Can our community surface answers from our knowledge base and product documentation alongside peer discussions without duplicating content across platforms?
MatrixFlows connects your community to your existing knowledge base, product documentation, and support articles so members see curated official answers alongside peer threads — without your team copying content between platforms or maintaining parallel article libraries. When a documentation article is updated, the community immediately reflects the current version because it reads from the source, not a copy.
Salesforce Community Cloud, Higher Logic, and Khoros each operate as self-contained platforms. To surface knowledge base content alongside community discussions, you typically export articles into the community's native knowledge module — creating a copy that diverges from your source system the moment either is updated. Discourse is an excellent open-source discussion platform but has no native integration with external knowledge systems.
Your team defines which knowledge sources each community section should reference, and MatrixFlows serves the matching content within the community experience — official articles alongside member discussions — from a single source of truth.
How do we keep enterprise customers in a separate community space from trial users or consumer customers without running multiple community instances?
MatrixFlows segments community content, discussion spaces, and member access by customer attribute — subscription tier, product version, account type, or any dimension your team configures — so enterprise customers see enterprise-only boards, trial users see trial-appropriate resources, and consumer customers see their relevant content, all from a single community deployment. The right content reaches the right member at login, not through separate community URLs.
Salesforce Community Cloud supports multiple Experience Cloud sites but each is a separate deployment with separate content, separate user management, and separate analytics. Higher Logic and Khoros use separate groups or communities per segment — manageable at small scale but operationally expensive as the number of segments grows, because content published to one group does not automatically appear in another.
Your team tags content and discussion spaces with the customer dimensions they apply to. When a member logs in, MatrixFlows reads their account attributes and renders the matching spaces — same community URL, different experience per tier.
Can community members open a support ticket, schedule a call, or get a product recommendation from within the community without leaving to another system?
MatrixFlows embeds action flows within community experiences — so a member who finds a peer discussion that doesn't resolve their issue can open a support ticket, schedule a call, or get a guided product recommendation without navigating away from the community. The action completes in context, with community thread history and member profile data pre-populated into the downstream system.
Salesforce Community Cloud integrates with Service Cloud cases but the transition requires the member to navigate to a separate case portal. Higher Logic and Khoros support discussion and event content but treat helpdesk escalation as an external link. Discourse relies on third-party plugins for any action beyond discussion — and pre-populated context from the thread is not passed to the downstream system automatically.
Your team maps each community section to its action options — ticket creation, scheduling, product flows — and MatrixFlows surfaces the right action in context, passing the member's community history to the downstream system so they never have to repeat their situation.
We have communities for multiple product lines and regions — can one platform serve all of them with localized content and branding?
MatrixFlows runs all your product communities and regional instances from a shared platform, applying the right language, brand configuration, content library, and access rules to each community based on the member's context — so your team manages community structure and content in one place rather than maintaining separate Higher Logic environments or Salesforce Experience Cloud sites per product or region. Adding a new product community means configuring it within the shared system, not deploying a new instance.
Higher Logic, Khoros, and Salesforce Community Cloud are designed to be deployed as separate instances per brand, product, or region. Each instance has its own content management, its own member database, and its own analytics — meaning cross-community insights require manual data exports and community updates must be replicated across each instance individually.
Your team defines the shared community structure once — spaces, content rules, action options, branding — and MatrixFlows renders the right configuration for each product or region at login. No instance multiplication required.
How do we measure whether our community is actually deflecting support tickets rather than just growing post counts?
MatrixFlows tracks support deflection at the community level — how many members who engaged with community content did not open a support ticket in the following 48 hours, how many ticket-eligible issues were resolved through peer discussion or knowledge surfacing, and which community sections have the highest escalation rates — so your team can report on deflection impact rather than just engagement volume. A community with 10,000 monthly active users but no measurable ticket reduction is a cost center, not a support channel.
Salesforce Community Cloud, Higher Logic, and Khoros report on member activity: posts created, replies, logins, likes. They do not connect community engagement to downstream ticket volumes in a way that reveals deflection. Measuring whether your community reduces support costs requires joining community activity exports to your helpdesk data manually — a project that most teams never complete.
Your team sees a deflection report per community section — members engaged, issues resolved in community, tickets opened within 48 hours, and net deflection rate — updated without custom data joins, so the team running the community is also reading the ROI data.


In the records below, the line that contains "Image is 806x395 pixels." marks the start. Copy it and each line after it through the end, exactly, without pictures.

═════ Task input

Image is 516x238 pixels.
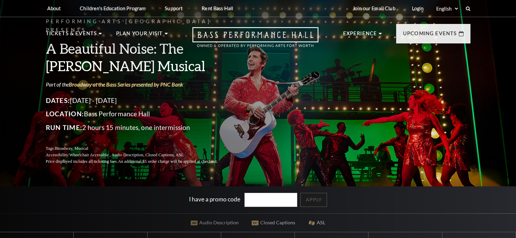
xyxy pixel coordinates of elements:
span: Wheelchair Accessible , Audio Description, Closed Captions, ASL [69,153,183,157]
span: Run Time: [46,124,82,131]
p: Accessibility: [46,152,234,158]
span: Location: [46,110,84,118]
select: Select: [435,5,459,12]
span: Dates: [46,97,70,104]
p: Part of the [46,81,234,88]
p: About [47,5,61,11]
p: Experience [343,29,377,42]
p: Tags: [46,145,234,152]
h3: A Beautiful Noise: The [PERSON_NAME] Musical [46,40,234,75]
p: Support [165,5,182,11]
p: Rent Bass Hall [202,5,233,11]
p: [DATE] - [DATE] [46,95,234,106]
a: Broadway at the Bass Series presented by PNC Bank [69,81,183,88]
p: Upcoming Events [403,29,457,42]
p: Tickets & Events [46,29,97,42]
p: Bass Performance Hall [46,109,234,119]
label: I have a promo code [189,196,240,203]
p: Plan Your Visit [116,29,163,42]
p: 2 hours 15 minutes, one intermission [46,122,234,133]
span: An additional $5 order charge will be applied at checkout. [118,159,217,164]
span: Broadway, Musical [55,146,88,151]
p: Children's Education Program [80,5,145,11]
p: Price displayed includes all ticketing fees. [46,158,234,165]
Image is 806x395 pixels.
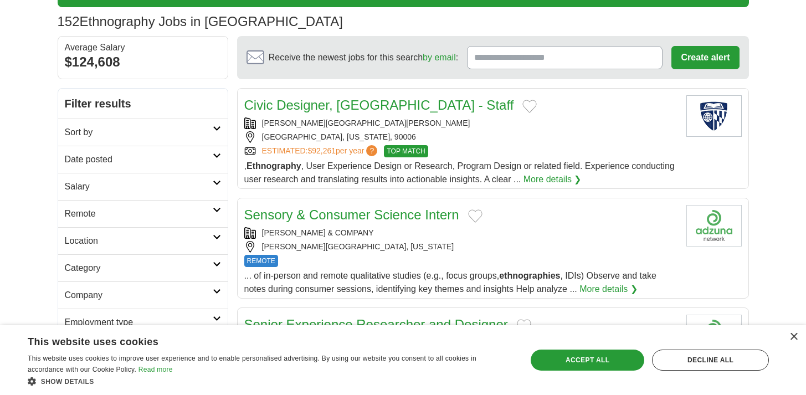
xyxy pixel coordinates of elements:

══════════

Your response:
Image is 806x395 pixels.
xyxy pixel coordinates of elements:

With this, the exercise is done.